Friday, January 29, 2010

Heels grab coaching carousel victims

After Notre Dame fired Charlie Weis, there was a small amount of speculation that North Carolina coach Butch Davis might be a candidate with the job.

Anyone familiar with the Notre Dame-Miami rivalry during the 1980s and early 1990s would scoff at a Jimmy Johnson disciple getting the Notre Dame job. Sure enough, Davis didn't emerge as a target of the Golden Domers.

But the fallout from the Notre Dame coaching turnover did reach Chapel Hill late this week, to the Tar Heels' benefit. First, highly touted running back Gio Bernard of Fort Lauderdale, Fla., committed to North Carolina. He had been committed to Notre Dame.

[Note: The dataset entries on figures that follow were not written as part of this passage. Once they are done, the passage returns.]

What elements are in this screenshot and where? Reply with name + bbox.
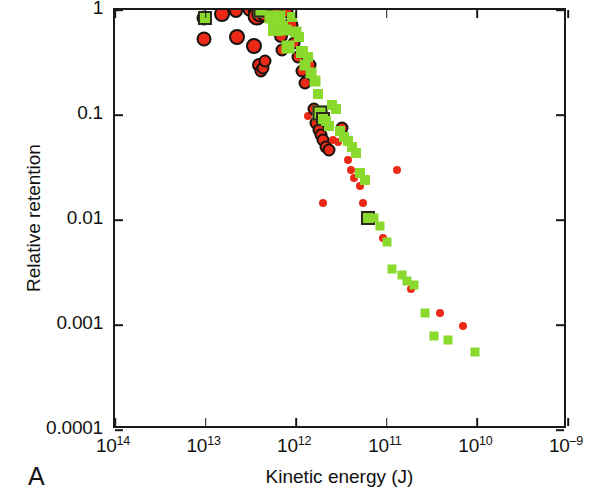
figure-panel-a: 1014101310121011101010–910.10.010.0010.0…	[0, 0, 599, 504]
data-point-square	[313, 89, 323, 99]
y-axis-tick	[556, 219, 564, 221]
x-axis-tick	[205, 10, 207, 18]
x-axis-tick	[477, 418, 479, 426]
data-point-square	[282, 41, 295, 54]
data-point-circle	[436, 309, 444, 317]
data-point-circle	[319, 199, 327, 207]
data-point-circle	[322, 144, 335, 157]
x-axis-tick	[295, 10, 297, 18]
y-axis-tick	[556, 324, 564, 326]
data-point-circle	[229, 10, 243, 18]
x-axis-tick	[114, 418, 116, 426]
plot-frame	[113, 8, 566, 428]
x-axis-tick-label: 1010	[458, 435, 492, 457]
x-axis-tick-label: 1011	[368, 435, 401, 457]
data-point-square	[375, 221, 384, 230]
data-point-circle	[229, 29, 245, 45]
data-point-circle	[259, 54, 272, 67]
data-point-circle	[459, 322, 467, 330]
data-point-square	[294, 32, 304, 42]
panel-label: A	[28, 462, 45, 491]
data-point-square	[387, 265, 396, 274]
data-point-circle	[393, 166, 401, 174]
y-axis-tick	[556, 9, 564, 11]
data-point-square	[430, 332, 439, 341]
data-point-square	[303, 52, 313, 62]
data-point-square	[310, 76, 321, 87]
data-point-circle	[359, 199, 367, 207]
data-point-square	[360, 175, 370, 185]
y-axis-tick	[115, 9, 123, 11]
data-point-square	[420, 309, 429, 318]
x-axis-tick	[114, 10, 116, 18]
scatter-plot-area	[115, 10, 564, 426]
data-point-square	[351, 148, 361, 158]
data-point-square	[324, 121, 334, 131]
x-axis-tick-label: 1012	[277, 435, 311, 457]
x-axis-tick	[205, 418, 207, 426]
y-axis-tick	[115, 324, 123, 326]
data-point-square	[410, 281, 419, 290]
y-axis-tick	[556, 429, 564, 431]
x-axis-tick-label: 1013	[186, 435, 220, 457]
x-axis-tick	[477, 10, 479, 18]
x-axis-tick	[386, 418, 388, 426]
x-axis-tick	[567, 418, 569, 426]
data-point-square	[382, 237, 391, 246]
data-point-circle	[196, 31, 211, 46]
x-axis-title: Kinetic energy (J)	[113, 466, 566, 488]
data-point-square	[471, 348, 480, 357]
data-point-circle	[246, 38, 262, 54]
x-axis-tick	[567, 10, 569, 18]
x-axis-tick	[295, 418, 297, 426]
y-axis-tick	[556, 114, 564, 116]
data-point-circle	[214, 10, 230, 22]
data-point-square	[331, 104, 341, 114]
y-axis-tick	[115, 219, 123, 221]
data-point-square	[444, 335, 453, 344]
y-axis-tick	[115, 429, 123, 431]
x-axis-tick	[386, 10, 388, 18]
x-axis-tick-label: 10–9	[549, 435, 583, 457]
y-axis-tick	[115, 114, 123, 116]
y-axis-title: Relative retention	[14, 8, 54, 428]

"I don't know why North Carolina wasn't in my thinking last fall," Bernard said.

Then wide receiver/cornerback Tre Boston of North Fort Myers High in Florida committed to North Carolina on Friday. Boston had been committed to Cincinnati. But then Bearcats coach Brian Kelly left to take the Notre Dame job, and Boston reopened his recruiting.

"He wouldn't have even considered North Carolina if there hadn't been a change," said Barry Goettemoeller, Boston's high school coach.

These weren't the only commitments the Tar Heels have received from recruits who balked at the coaching carousel. After Lane Kiffin left Tennessee for Southern California earlier this month, defensive tackle Brandon Willis of Byrnes High in Duncan dropped the Volunteers and picked North Carolina.

This is why athletics directors often pay amounts that seem obscene to keep coaches from leaving for other jobs. Changing coaches can lurch a program into instability that takes years to recover from. When top recruits leave a team this close to signing day, a program is bound to suffer.

That doesn't justify having coaches like Nick Saban and Mack Brown earn salaries that would make many captains of industry blush. But it does help explain the phenomenon.

After a huge week in recruiting as signing day looms Wednesday, North Carolina has rocketed up in the recruiting rankings. The Tar Heels' class was ranked 48th in the nation last weekend by scout.com.

It was up to 29th as of Friday night. And after the coaching turnover, Notre Dame and Cincinnati didn't have any right to complain that their committed players went elsewhere.

Goettemoeller summed it up best.

"That's all part of the game," he said.

And Butch Davis is playing it as well as anyone.

Ken Tysiac

7 comments:

Anonymous said...

UNC is now Ranked 26th on Rivals and N.C. State is Ranked 27th

Anonymous said...

"UNC is now Ranked 26th on Rivals and N.C. State is Ranked 27th."

This is great news! But we BETTER NOT LOSE A FOURTH (4th) in a row to NC State! But since our QB and offense are the same, I'm afraid we will. Go Heels!

Anonymous said...

Are there any other big name uncommitted recruits out there UNC has a shot at?

Anonymous said...

"Are there any other big name uncommitted recruits out there UNC has a shot at?"

4 star WR Markeith Ambles. Per scout.com UNC leads over Tenn and So. Cal.

Anonymous said...

"UNC Tried To Bribe Me."
This is what came out of the Volunteers' facebook page via one of his wallposts:

"and since we on this lets talk about how ya under tha table DL coach wanted to pay me to come to school.....???? No answer??? and how he showed me to diff chicks he put on my homie??? OOhhh UNC is so much better! U a lame yung gunna"

Anonymous said...

I think Drake would say, "Funny how someone else's success brings pain!"

Anonymous said...

Can someone interpret 5:57 for me, not sure if that is english?